12 Personally Pivotal Albums

My favorite place in the world when I was fourteen was a record shop in Norman, Oklahoma called, “Shadowplay.” It was owned by a woman named Ruth. She was goth way before it was a word. She was the biggest fan of The Cure in Oklahoma. I always wanted to impress her. When I painted a giant made up eye on my denim jacket, with The Cure written on it, a big part of why was trying to impress Ruth. She was the coolest, she introduced me to Nick Cave, The Fall, Joy Division, even GG Allin, and of course, all bands 4AD. When she was slightly impressed by my art, I was in heaven. Being fourteen, everything seems so important. Life is urgent. It doesn’t feel like a road stretching out before your feet; it feels like the road is jumping around and you are lucky to stay on top of it.

I had the 4AD label compilation “Lonely As An Eyesore” as cassette first. You would walking into Shadowplay, out of the bright, college town sun, into a batcave of a music seller, replete with catacombs. One day, Ruth told me about the time Sonic Youth came to the store. Campus corner, where the bars and cute shops was located, a long time ago, used to be a giant department store. It was cut open, and the street went through, so all the stores were attached in the back with confusing hallways. She told me that the band went back there and got lost, and she felt terrible; because it really freaked them out, for the fact that it was dark, and other reasons that have been told to me in confidence.

The tape went back with me to my suburban house, along with some flyers for my walls, some record cover promo posters that labels don’t seem to make anymore, and the feeling of triumphant victory in the culture wars of the mid-eighties. The comparison was mind exploding. The sounds so fresh, not always goth, but touching upon it. There was a lushness to bands like Colourbox, Cocteau Twins and Throwing Muses. It was very moody jangle pop, mixed with the chamber music of Dead Can Dance. The post punk and jazz-influenced elements of bands like The Wolfgang Press, Clan of Xymox and Dif Juz, grew in appeal after eventually renting the VHS of videos that accompanies the album, that they had available at the Hastings, along with Standing On A Beach by The Cure. Everyone looked so cool, I wanted to emulate them all. I would beg my mom to take me there to rent the tapes, which of course, she’d have to drive the 25 minutes to return. She was raising me alone, and at times I think she thought maybe it was the best that she could give me, which it was. I fell headlong into the occult world of shimmery guitars, boxing and beating, angular rhythms, music that made the hair on the back of your neck stick straight up.

I was very sad when I found out it had moved. It wasn’t the same shop, it lost its grime, the cave-like qualities. I was homeless, squatting in Norman, I couldn’t afford records, but I was only five years older from the day I stepped into that mythical place, a store, I know, but one with a subtext. A setting to transcribe into a story’s first few pages. A place to influence and intoxicate, to teach, that by digging; you can find treasures in stacks of music, dusty keys that unlock doors to places in your psyche that might frighten, even repulse. It also might show you angels, and once in a while, they might notice you breathlessly watching their moves.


▸ **Problem to solve**
Transcribe exactly the lines from the top of the records below through the line that holds "Image is 876x409 pixels.", both included, with no pictures.

"""

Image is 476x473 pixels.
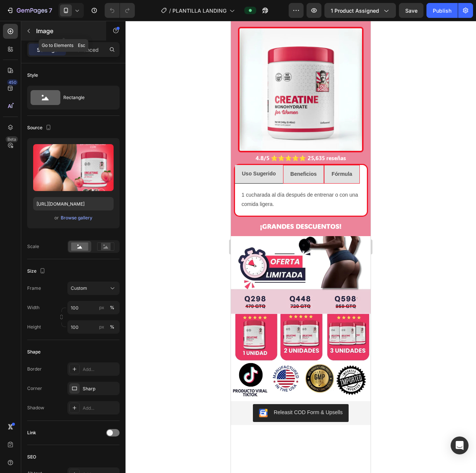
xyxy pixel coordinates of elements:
button: % [97,303,106,312]
button: % [97,323,106,332]
button: px [107,323,116,332]
p: Advanced [74,46,99,53]
img: preview-image [33,144,114,191]
span: Save [406,7,418,14]
div: Rectangle [63,89,109,106]
div: Shadow [27,405,44,412]
button: 1 product assigned [324,3,396,18]
p: 7 [48,6,53,15]
span: PLANTILLA LANDING [172,6,226,15]
div: Scale [27,243,39,250]
div: Add... [82,405,118,412]
div: SEO [27,454,36,461]
span: / [169,6,171,15]
div: px [99,305,104,311]
div: Link [27,429,36,437]
div: Browse gallery [61,215,92,222]
div: Sharp [82,386,118,392]
div: Beta [6,137,18,142]
button: px [107,303,116,312]
div: Source [27,123,53,133]
button: 7 [3,3,56,18]
label: Frame [27,285,41,292]
div: 450 [7,79,18,86]
div: Size [27,267,47,277]
div: Undo/Redo [105,3,135,18]
button: Custom [67,281,120,295]
div: Corner [27,386,42,392]
input: px% [67,320,120,334]
label: Width [27,305,40,311]
div: Publish [433,6,452,15]
div: Style [27,72,38,78]
div: Add... [82,366,118,373]
div: % [110,324,115,331]
div: Border [27,366,42,373]
button: Publish [427,3,458,18]
button: Browse gallery [61,214,93,222]
div: % [110,305,115,311]
span: Custom [71,285,87,292]
label: Height [27,324,41,331]
button: Save [399,3,423,18]
input: https://example.com/image.jpg [33,197,114,210]
span: or [54,213,59,222]
p: Settings [37,46,57,53]
input: px% [67,301,120,315]
span: 1 product assigned [331,6,379,15]
div: px [99,324,104,331]
div: Open Intercom Messenger [451,437,469,454]
div: Shape [27,348,40,356]
p: Image [36,27,99,36]
iframe: Design area [231,21,371,473]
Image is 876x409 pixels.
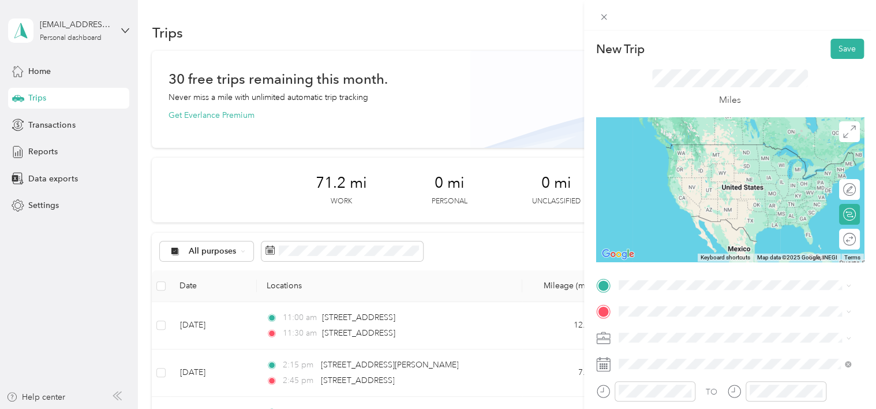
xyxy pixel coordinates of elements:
p: Miles [719,93,741,107]
span: Map data ©2025 Google, INEGI [757,254,837,260]
p: New Trip [596,41,645,57]
div: TO [706,386,717,398]
img: Google [599,246,637,261]
a: Open this area in Google Maps (opens a new window) [599,246,637,261]
button: Save [831,39,864,59]
button: Keyboard shortcuts [701,253,750,261]
iframe: Everlance-gr Chat Button Frame [811,344,876,409]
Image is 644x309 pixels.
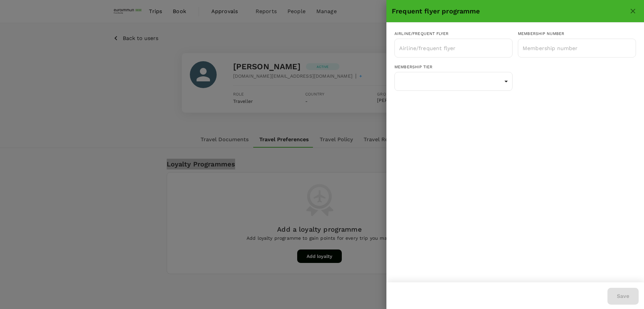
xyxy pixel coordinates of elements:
[518,31,636,37] div: Membership number
[392,6,627,17] div: Frequent flyer programme
[395,31,513,37] div: Airline/Frequent Flyer
[518,40,636,57] input: Membership number
[398,42,500,55] input: Airline/frequent flyer
[395,73,513,90] div: ​
[395,64,513,70] div: Membership tier
[509,47,510,48] button: Open
[627,5,639,17] button: close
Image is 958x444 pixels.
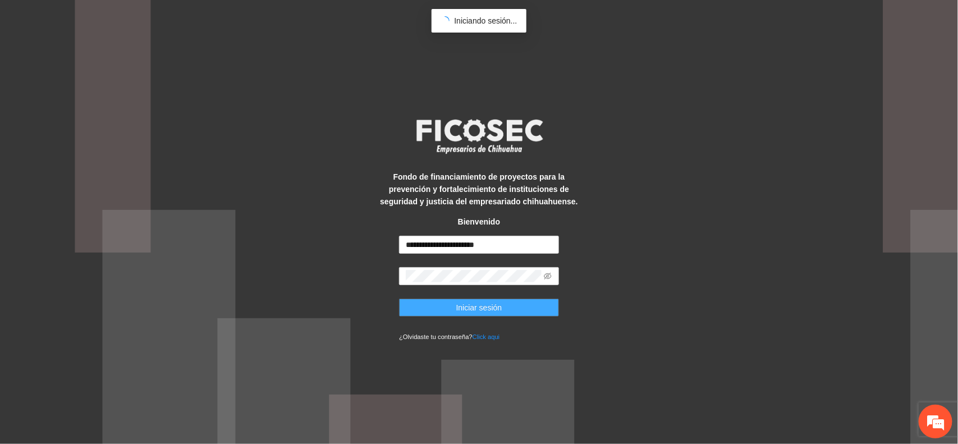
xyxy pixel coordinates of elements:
[380,172,577,206] strong: Fondo de financiamiento de proyectos para la prevención y fortalecimiento de instituciones de seg...
[409,116,549,157] img: logo
[458,217,500,226] strong: Bienvenido
[454,16,517,25] span: Iniciando sesión...
[399,299,559,316] button: Iniciar sesión
[399,333,499,340] small: ¿Olvidaste tu contraseña?
[456,301,502,314] span: Iniciar sesión
[544,272,552,280] span: eye-invisible
[472,333,500,340] a: Click aqui
[441,16,449,25] span: loading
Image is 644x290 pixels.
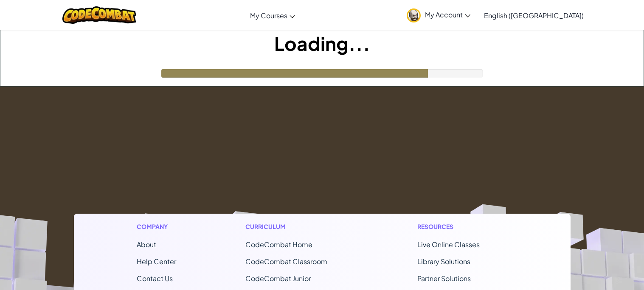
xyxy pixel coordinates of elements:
[1,30,643,56] h1: Loading...
[250,11,287,20] span: My Courses
[402,2,474,28] a: My Account
[407,8,421,23] img: avatar
[425,10,470,19] span: My Account
[417,274,471,283] a: Partner Solutions
[480,4,588,27] a: English ([GEOGRAPHIC_DATA])
[484,11,584,20] span: English ([GEOGRAPHIC_DATA])
[245,274,311,283] a: CodeCombat Junior
[137,222,176,231] h1: Company
[245,240,312,249] span: CodeCombat Home
[137,257,176,266] a: Help Center
[417,222,507,231] h1: Resources
[417,240,480,249] a: Live Online Classes
[137,274,173,283] span: Contact Us
[417,257,470,266] a: Library Solutions
[62,6,137,24] img: CodeCombat logo
[245,257,327,266] a: CodeCombat Classroom
[245,222,348,231] h1: Curriculum
[246,4,299,27] a: My Courses
[137,240,156,249] a: About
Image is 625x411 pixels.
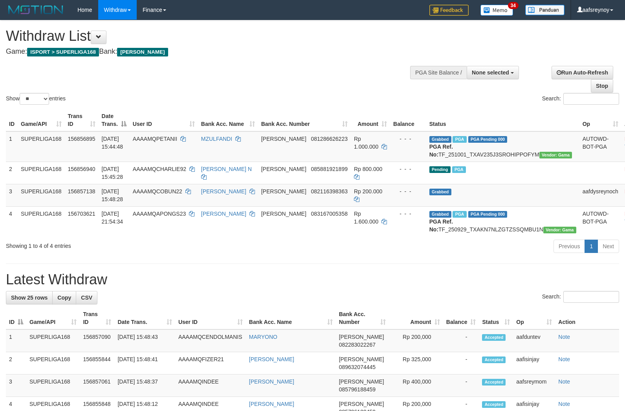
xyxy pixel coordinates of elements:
h1: Latest Withdraw [6,272,619,288]
span: PGA Pending [468,211,507,218]
span: Accepted [482,379,505,386]
b: PGA Ref. No: [429,219,453,233]
th: User ID: activate to sort column ascending [130,109,198,132]
th: Trans ID: activate to sort column ascending [80,307,114,330]
span: Copy 082283022267 to clipboard [339,342,375,348]
span: Copy 082116398363 to clipboard [311,188,347,195]
td: aafduntev [513,330,555,353]
td: 4 [6,206,18,237]
span: Grabbed [429,211,451,218]
span: 156857138 [68,188,95,195]
td: 3 [6,375,26,397]
th: Balance: activate to sort column ascending [443,307,479,330]
div: - - - [393,135,423,143]
a: Copy [52,291,76,305]
span: Copy 085881921899 to clipboard [311,166,347,172]
img: Feedback.jpg [429,5,468,16]
span: Rp 200.000 [354,188,382,195]
a: [PERSON_NAME] N [201,166,252,172]
span: Grabbed [429,189,451,195]
span: [PERSON_NAME] [117,48,168,57]
th: Date Trans.: activate to sort column descending [99,109,130,132]
span: AAAAMQPETANII [133,136,177,142]
td: - [443,353,479,375]
td: aafsreymom [513,375,555,397]
label: Search: [542,93,619,105]
span: PGA Pending [468,136,507,143]
td: [DATE] 15:48:41 [114,353,175,375]
span: [PERSON_NAME] [339,334,384,340]
span: Marked by aafchhiseyha [452,211,466,218]
th: Amount: activate to sort column ascending [389,307,442,330]
td: 156857090 [80,330,114,353]
th: Bank Acc. Name: activate to sort column ascending [246,307,336,330]
a: Stop [590,79,613,93]
td: [DATE] 15:48:43 [114,330,175,353]
td: Rp 200,000 [389,330,442,353]
td: 1 [6,132,18,162]
th: Bank Acc. Number: activate to sort column ascending [336,307,389,330]
span: Grabbed [429,136,451,143]
span: [PERSON_NAME] [339,356,384,363]
a: Previous [553,240,585,253]
td: 2 [6,162,18,184]
img: panduan.png [525,5,564,15]
b: PGA Ref. No: [429,144,453,158]
td: SUPERLIGA168 [18,132,65,162]
select: Showentries [20,93,49,105]
span: Copy 083167005358 to clipboard [311,211,347,217]
div: - - - [393,188,423,195]
a: MZULFANDI [201,136,232,142]
span: AAAAMQAPONGS23 [133,211,186,217]
span: [PERSON_NAME] [261,136,306,142]
td: 156855844 [80,353,114,375]
span: 34 [508,2,518,9]
div: Showing 1 to 4 of 4 entries [6,239,254,250]
th: ID: activate to sort column descending [6,307,26,330]
span: Rp 800.000 [354,166,382,172]
td: SUPERLIGA168 [26,330,80,353]
td: aafdysreynoch [579,184,621,206]
th: Op: activate to sort column ascending [579,109,621,132]
div: - - - [393,165,423,173]
th: Balance [390,109,426,132]
th: Amount: activate to sort column ascending [351,109,390,132]
th: User ID: activate to sort column ascending [175,307,246,330]
span: AAAAMQCHARLIE92 [133,166,186,172]
td: SUPERLIGA168 [26,353,80,375]
span: AAAAMQCOBUN22 [133,188,182,195]
a: Show 25 rows [6,291,53,305]
span: CSV [81,295,92,301]
a: Note [558,379,570,385]
a: [PERSON_NAME] [249,379,294,385]
span: Copy 081286626223 to clipboard [311,136,347,142]
a: Note [558,401,570,407]
th: Game/API: activate to sort column ascending [18,109,65,132]
td: 2 [6,353,26,375]
img: Button%20Memo.svg [480,5,513,16]
span: Rp 1.000.000 [354,136,378,150]
td: Rp 325,000 [389,353,442,375]
span: [DATE] 21:54:34 [102,211,123,225]
span: None selected [471,69,509,76]
th: ID [6,109,18,132]
span: [PERSON_NAME] [339,379,384,385]
span: [PERSON_NAME] [261,188,306,195]
img: MOTION_logo.png [6,4,66,16]
span: 156703621 [68,211,95,217]
td: TF_251001_TXAV235J3SROHIPPOFYM [426,132,579,162]
td: AAAAMQINDEE [175,375,246,397]
span: [DATE] 15:44:48 [102,136,123,150]
td: SUPERLIGA168 [18,184,65,206]
th: Status: activate to sort column ascending [479,307,513,330]
td: SUPERLIGA168 [18,162,65,184]
a: CSV [76,291,97,305]
span: 156856895 [68,136,95,142]
th: Bank Acc. Name: activate to sort column ascending [198,109,258,132]
span: Copy 089632074445 to clipboard [339,364,375,371]
span: Copy 085796188459 to clipboard [339,387,375,393]
td: 3 [6,184,18,206]
span: Show 25 rows [11,295,47,301]
td: AUTOWD-BOT-PGA [579,132,621,162]
a: 1 [584,240,597,253]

"""

▸ **Reply to the exercise**
Image is 476x473 pixels.
xyxy pixel coordinates of elements:
button: % [97,303,106,312]
button: % [97,323,106,332]
button: px [107,323,116,332]
p: Advanced [74,46,99,53]
img: preview-image [33,144,114,191]
span: Save [406,7,418,14]
div: Rectangle [63,89,109,106]
div: Shadow [27,405,44,412]
button: 1 product assigned [324,3,396,18]
p: 7 [48,6,53,15]
span: PLANTILLA LANDING [172,6,226,15]
div: Scale [27,243,39,250]
div: Add... [82,405,118,412]
div: SEO [27,454,36,461]
span: / [169,6,171,15]
div: px [99,305,104,311]
div: Link [27,429,36,437]
div: Browse gallery [61,215,92,222]
div: Sharp [82,386,118,392]
div: Beta [6,137,18,142]
button: px [107,303,116,312]
div: Source [27,123,53,133]
button: 7 [3,3,56,18]
label: Frame [27,285,41,292]
div: 450 [7,79,18,86]
div: Size [27,267,47,277]
div: Undo/Redo [105,3,135,18]
button: Custom [67,281,120,295]
div: Corner [27,386,42,392]
input: px% [67,320,120,334]
label: Width [27,305,40,311]
div: Publish [433,6,452,15]
div: Style [27,72,38,78]
div: Add... [82,366,118,373]
div: % [110,324,115,331]
div: Border [27,366,42,373]
button: Publish [427,3,458,18]
button: Browse gallery [61,214,93,222]
div: % [110,305,115,311]
span: Custom [71,285,87,292]
label: Height [27,324,41,331]
button: Save [399,3,423,18]
input: https://example.com/image.jpg [33,197,114,210]
span: or [54,213,59,222]
p: Settings [37,46,57,53]
input: px% [67,301,120,315]
span: 1 product assigned [331,6,379,15]
div: px [99,324,104,331]
div: Open Intercom Messenger [451,437,469,454]
div: Shape [27,348,40,356]
p: Image [36,27,99,36]
iframe: Design area [231,21,371,473]
Image is 876x409 pixels.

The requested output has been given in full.